Until recently, the Dow-S&P fight was strictly inside baseball, to mix sports metaphors. The public used the 30-stock Dow as a shorthand for the stock market; money managers used the more broadly based 500-stock S&P as a benchmark to measure investment performance. When it came to investing, there was no competition: S&P has been licensing its indexes for mutual funds and other investment products for about 20 years, while Dow Jones, owner of The Wall Street Journal, wouldn’t license its Dow averages, lest it sully its image.

But two things happened. First, index investing–mimicking an index rather than trying to outperform it–became a mania a few years ago, dramatically raising the stakes. And in late 1997, a suddenly hungry Dow Jones decided to boost profits by licensing its averages, giving the S&P 500 its first serious licensing competitor. So lots of people pay attention to the fact that in 1998, the S&P 500 outperformed the 30-stock Dow by a stunning 10.6 percentage points, 26.7 to 16.1, the second biggest gap since head-to-head competition started 76 years ago. For the past two years the S&P rose a total of 57.7 percent, 19 more than the Dow, matching the biggest two-year gap in history, according to data from Birinyi Associates.

The more your indicator rises compared with its rival, the hotter an investment product it becomes. Or so the thinking goes. Which explains why S&P is trash-talking and taking victory laps about how its index has outperformed the Dow for the past two years. ““The Dow owns a substantial short position in the growth segment of the American economy’’ because it’s underweighted in technology stocks, says Jim Branscome, the senior vice president in charge of the committee that picks stocks for the S&P 500. Responds John Prestbo, who supervises the Dow average: ““Over history, some years the S&P beats the Dow, sometimes the Dow beats the S&P. I don’t think it makes much difference.''

I could explain to you in detail why the Dow and the S&P, which normally turn in similar performances, have diverged so much recently. But I don’t want to burden you with a math lesson. Suffice it to say that the S&P gives much more weight to big tech stocks than the Dow does. And those stocks drove the market last year.

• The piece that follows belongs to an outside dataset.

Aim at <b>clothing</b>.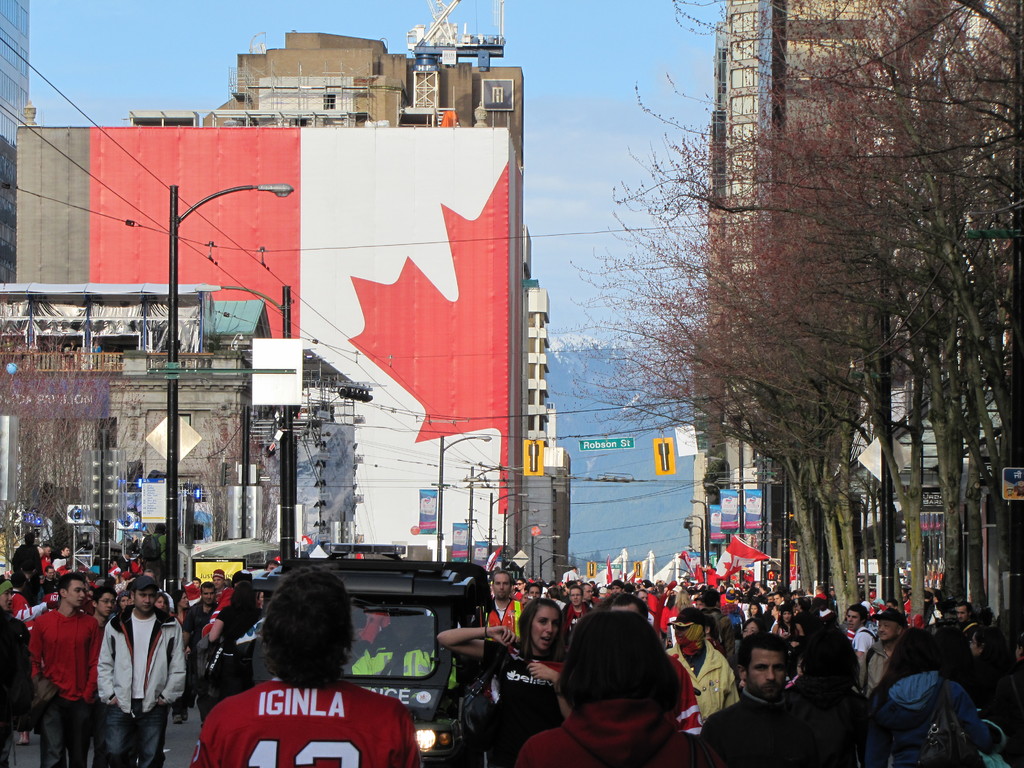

While S&P components change frequently–almost 50 changes in 1998–the Dow changes only every few years. This lets the S&P keep up with the market more easily than the Dow can. For instance, on Dec. 31 S&P kicked out Venator, the struggling remnant of what used to be Woolworth, and added America Online, one of the market’s hottest stocks. It sure looks to me that S&P swapped Venator for AOL to juice up its index. Branscome denies this: ““The [index] committee thought we needed a representative stock in the Internet segment,’’ he says, and Venator ““isn’t the same company it was when we put it in the index.''

S&P, of course, would like us to think that the S&P 500 will continue to outperform the Dow. But as recently as 1996 the Dow outperformed the S&P, 26.0 to 20.3. And back in 1979-80, S&P way outperformed the Dow, 38.1 to 19.1. Laszlo Birinyi says that was because so-called domestic oil companies, whose business is mostly in the Unit- ed States, were hot because of oil-price run-ups, and the Dow didn’t have any domestic oils. If companies like GM and Caterpillar do well in 1999 and technology stocks cool off, the Dow could well outperform the S&P this year.

Birinyi thinks that Dow vs. S&P is one of those cyclical things that are interesting at the time but don’t mean much in the long run. He likens obsessing over Dow-S&P to the old chestnut that an American Football Conference team’s winning the Super Bowl presages a bad year for stocks. ““It’s like the Super Bowl indicator,’’ he says. ““It gives people who don’t want to work at year-end something to write about.’’ To which I can only say, amen.